Watch CBS News

KKK Past Haunts Sen. Byrd

Sen. Robert C. Byrd's new memoir reveals both his encyclopedic knowledge of political history and the unlikely inspiration that helped launch his own political career: A Grand Dragon of the Ku Klux Klan.

It was a Klan leader who motivated the young Byrd during his short-lived tenure in the racist organization — something he writes was "an extraordinarily foolish mistake" that has haunted him for 40 years.

"It has emerged throughout my life to haunt and embarrass me, and has taught me in a very graphic way what one major mistake can do to one's life, career and reputation," the West Virginia Democrat says in an autobiography being released Monday. "I displayed very bad judgment, due to immaturity and a lack of seasoned reasoning."

It's a mistake he has paid for time and again, the only significant scandal ever attached to a man who grew up in Wolf Creek Hollow and who next June stands to become the longest-serving senator in U.S. history.

Even now, with the 2006 election more than 18 months away, Republicans are using it in their campaign to oust him. Byrd has not declared whether he will run again, and his book gives no hints.

"Robert C. Byrd: Child of the Appalachian Coalfields" chronicles his 87 years, from boyhood to his re-election in 2000. But at 770 pages, the $35 paperback from West Virginia University Press is more weighty tome than light reading.

It portrays a man who is religious, socially conservative, respectful and respected — a man for whom a promise is an unbreakable bond. But it is more the chronology of a career than the story of a man, dispassionately detailing virtually every federal dollar brought to West Virginia.

According to Citizens Against Government Waste, he's helped secure $1.6 billion for the state just since 1999. But any reader expecting an apology will be disappointed. Byrd is proud of supporting a state that suffered more than most through economic recessions — long exploited for its natural resources and slower than most to attain prosperity.

"The Washington critics of 'pork' had a full-time job in trying to keep up with me," he writes.

Byrd says the book is intended to tell the story of the place he holds dear, the state he says grew up alongside him as the money trickled in.

More than his own, "it's a West Virginia story," he told The Associated Press. "And it's still unfolding. There are still chapters ahead.

"I want to try to get our young people to understand that if I can do it, they can do it, too. Poverty doesn't need to hold anyone back," he said.

The book reflects Byrd's appreciation for political history, but the private man remains private, revealing little of his heart. One exception lies in his explanation of the folly with the Klan.

As a boy, he watched a parade of white hoods in Matoaka, learning years later his father had been among them. Back then "many of the 'best' people were members," he says, and Byrd was vulnerable to the anti-Communism rhetoric.

He recruited 150 members, and when Grand Dragon Joel L. Baskin came to a meeting in Crab Orchard, Byrd was unanimously elected Exalted Cyclops.

"You have a talent for leadership, Bob," Baskin told him. "The country needs young men like you in the leadership of the nation."

"Suddenly lights flashed in my mind!" Byrd writes. "Someone important had recognized my abilities. I was only 23 or 24, and the thought of a political career had never struck me. But strike me that night, it did.

"It was the appealing challenge I had been looking for. Wolf Creek Hollow seemed very near and Washington very far away, with the road in between all uphill," he says. "But I was suddenly eager to climb the mountain."

He belonged to the Klan for a year, then moved in 1943 to Baltimore to help build ships.

Byrd says he never resented blacks, Catholics or Jews, but he failed to "examine the full meaning and impact of the ugly prejudice behind the positive, pro-American veneer."

"My only explanation for the entire episode is that I was sorely afflicted with tunnel vision — a jejune and immature outlook — seeing only what I wanted to see because I thought the Klan could provide an outlet for my talents and ambitions."

Byrd has been married 68 years to high school sweetheart Erma Ora James, who pushed her congressman husband to earn a law degree with 10 years of night school.

She has backed Byrd through many careers, from butcher, salesman and welder to his first foray into public life. Byrd won a seat in the House of Delegates in 1946 and has not lost since. In 1952, he was elected to the U.S. House, and he went to the Senate in 1958.

The book suggests he deals with his family as he does the world, with reverence and commitment.

In 1958, 15-year-old daughter Margie drafted her first "constituent to senator" letter, complaining Byrd had not delivered a dog she had been promised. She gave him a week to make good, threatening to report his failure to the newspapers.

That day, she got her dog.

View CBS News In
CBS News App Open
Chrome Safari Continue
Be the first to know
Get browser notifications for breaking news, live events, and exclusive reporting.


> _EXERCISE DETAILS_
The expected answer is the data below, retyped exactly.

> _GIVEN RECORDS_
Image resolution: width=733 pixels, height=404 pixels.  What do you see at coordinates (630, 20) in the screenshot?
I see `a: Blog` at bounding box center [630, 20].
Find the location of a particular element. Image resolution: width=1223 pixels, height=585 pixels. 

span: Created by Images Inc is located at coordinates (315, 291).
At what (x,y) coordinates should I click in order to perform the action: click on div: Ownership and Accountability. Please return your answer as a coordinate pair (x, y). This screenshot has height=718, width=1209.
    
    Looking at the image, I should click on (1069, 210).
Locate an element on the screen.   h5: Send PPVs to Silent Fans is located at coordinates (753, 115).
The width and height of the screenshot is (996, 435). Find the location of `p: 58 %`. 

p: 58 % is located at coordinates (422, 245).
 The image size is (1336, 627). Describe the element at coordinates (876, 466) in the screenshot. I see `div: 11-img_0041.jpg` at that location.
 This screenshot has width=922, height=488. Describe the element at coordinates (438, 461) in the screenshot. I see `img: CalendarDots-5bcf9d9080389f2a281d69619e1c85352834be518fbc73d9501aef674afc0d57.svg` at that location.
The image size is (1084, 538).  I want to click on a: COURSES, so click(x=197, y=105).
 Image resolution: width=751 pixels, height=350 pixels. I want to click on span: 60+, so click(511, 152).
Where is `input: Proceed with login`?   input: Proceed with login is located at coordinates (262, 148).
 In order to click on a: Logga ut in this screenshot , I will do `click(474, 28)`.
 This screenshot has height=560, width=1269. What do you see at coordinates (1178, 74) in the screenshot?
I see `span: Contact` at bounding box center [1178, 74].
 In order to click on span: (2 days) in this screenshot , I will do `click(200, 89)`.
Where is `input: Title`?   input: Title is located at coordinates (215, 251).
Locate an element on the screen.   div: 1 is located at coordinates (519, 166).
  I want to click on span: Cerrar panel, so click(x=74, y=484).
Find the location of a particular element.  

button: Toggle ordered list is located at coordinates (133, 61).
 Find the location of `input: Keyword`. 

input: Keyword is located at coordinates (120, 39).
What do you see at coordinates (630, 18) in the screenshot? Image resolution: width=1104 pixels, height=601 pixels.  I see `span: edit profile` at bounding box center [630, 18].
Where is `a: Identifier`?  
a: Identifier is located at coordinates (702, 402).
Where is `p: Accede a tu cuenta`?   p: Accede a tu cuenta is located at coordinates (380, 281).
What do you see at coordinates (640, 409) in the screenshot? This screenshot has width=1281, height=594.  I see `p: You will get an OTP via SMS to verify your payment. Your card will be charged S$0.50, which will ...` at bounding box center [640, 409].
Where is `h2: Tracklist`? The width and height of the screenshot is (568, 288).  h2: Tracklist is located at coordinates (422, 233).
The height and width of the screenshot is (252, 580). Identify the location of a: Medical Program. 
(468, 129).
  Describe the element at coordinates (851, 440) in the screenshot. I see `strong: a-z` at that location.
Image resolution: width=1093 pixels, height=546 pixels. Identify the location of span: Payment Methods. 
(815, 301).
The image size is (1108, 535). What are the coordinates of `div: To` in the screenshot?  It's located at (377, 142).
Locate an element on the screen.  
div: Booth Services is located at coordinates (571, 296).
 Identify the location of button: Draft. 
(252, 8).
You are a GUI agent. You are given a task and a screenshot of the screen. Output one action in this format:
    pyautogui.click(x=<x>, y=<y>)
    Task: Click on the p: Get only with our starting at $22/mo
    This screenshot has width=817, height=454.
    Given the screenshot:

> _RESPONSE TO THIS TASK_
Image resolution: width=733 pixels, height=404 pixels.  What do you see at coordinates (630, 20) in the screenshot?
I see `a: Blog` at bounding box center [630, 20].
Find the location of a particular element. Image resolution: width=1223 pixels, height=585 pixels. 

span: Created by Images Inc is located at coordinates (315, 291).
At what (x,y) coordinates should I click in order to perform the action: click on div: Ownership and Accountability. Please return your answer as a coordinate pair (x, y). This screenshot has height=718, width=1209.
    
    Looking at the image, I should click on (1069, 210).
Locate an element on the screen.   h5: Send PPVs to Silent Fans is located at coordinates (753, 115).
The width and height of the screenshot is (996, 435). Find the location of `p: 58 %`. 

p: 58 % is located at coordinates (422, 245).
 The image size is (1336, 627). Describe the element at coordinates (876, 466) in the screenshot. I see `div: 11-img_0041.jpg` at that location.
 This screenshot has width=922, height=488. Describe the element at coordinates (438, 461) in the screenshot. I see `img: CalendarDots-5bcf9d9080389f2a281d69619e1c85352834be518fbc73d9501aef674afc0d57.svg` at that location.
The image size is (1084, 538).  I want to click on a: COURSES, so click(x=197, y=105).
 Image resolution: width=751 pixels, height=350 pixels. I want to click on span: 60+, so click(511, 152).
Where is `input: Proceed with login`?   input: Proceed with login is located at coordinates (262, 148).
 In order to click on a: Logga ut in this screenshot , I will do `click(474, 28)`.
 This screenshot has height=560, width=1269. What do you see at coordinates (1178, 74) in the screenshot?
I see `span: Contact` at bounding box center [1178, 74].
 In order to click on span: (2 days) in this screenshot , I will do `click(200, 89)`.
Where is `input: Title`?   input: Title is located at coordinates (215, 251).
Locate an element on the screen.   div: 1 is located at coordinates (519, 166).
  I want to click on span: Cerrar panel, so click(x=74, y=484).
Find the location of a particular element.  

button: Toggle ordered list is located at coordinates (133, 61).
 Find the location of `input: Keyword`. 

input: Keyword is located at coordinates (120, 39).
What do you see at coordinates (630, 18) in the screenshot? Image resolution: width=1104 pixels, height=601 pixels.  I see `span: edit profile` at bounding box center [630, 18].
Where is `a: Identifier`?  
a: Identifier is located at coordinates (702, 402).
Where is `p: Accede a tu cuenta`?   p: Accede a tu cuenta is located at coordinates (380, 281).
What do you see at coordinates (640, 409) in the screenshot? This screenshot has width=1281, height=594.  I see `p: You will get an OTP via SMS to verify your payment. Your card will be charged S$0.50, which will ...` at bounding box center [640, 409].
Where is `h2: Tracklist`? The width and height of the screenshot is (568, 288).  h2: Tracklist is located at coordinates (422, 233).
The height and width of the screenshot is (252, 580). Identify the location of a: Medical Program. 
(468, 129).
  Describe the element at coordinates (851, 440) in the screenshot. I see `strong: a-z` at that location.
Image resolution: width=1093 pixels, height=546 pixels. Identify the location of span: Payment Methods. 
(815, 301).
The image size is (1108, 535). What are the coordinates of `div: To` in the screenshot?  It's located at (377, 142).
Locate an element on the screen.  
div: Booth Services is located at coordinates (571, 296).
 Identify the location of button: Draft. 
(252, 8).
You are a GUI agent. You are given a task and a screenshot of the screen. Output one action in this format:
    pyautogui.click(x=<x>, y=<y>)
    Task: Click on the p: Get only with our starting at $22/mo
    This screenshot has width=817, height=454.
    Given the screenshot:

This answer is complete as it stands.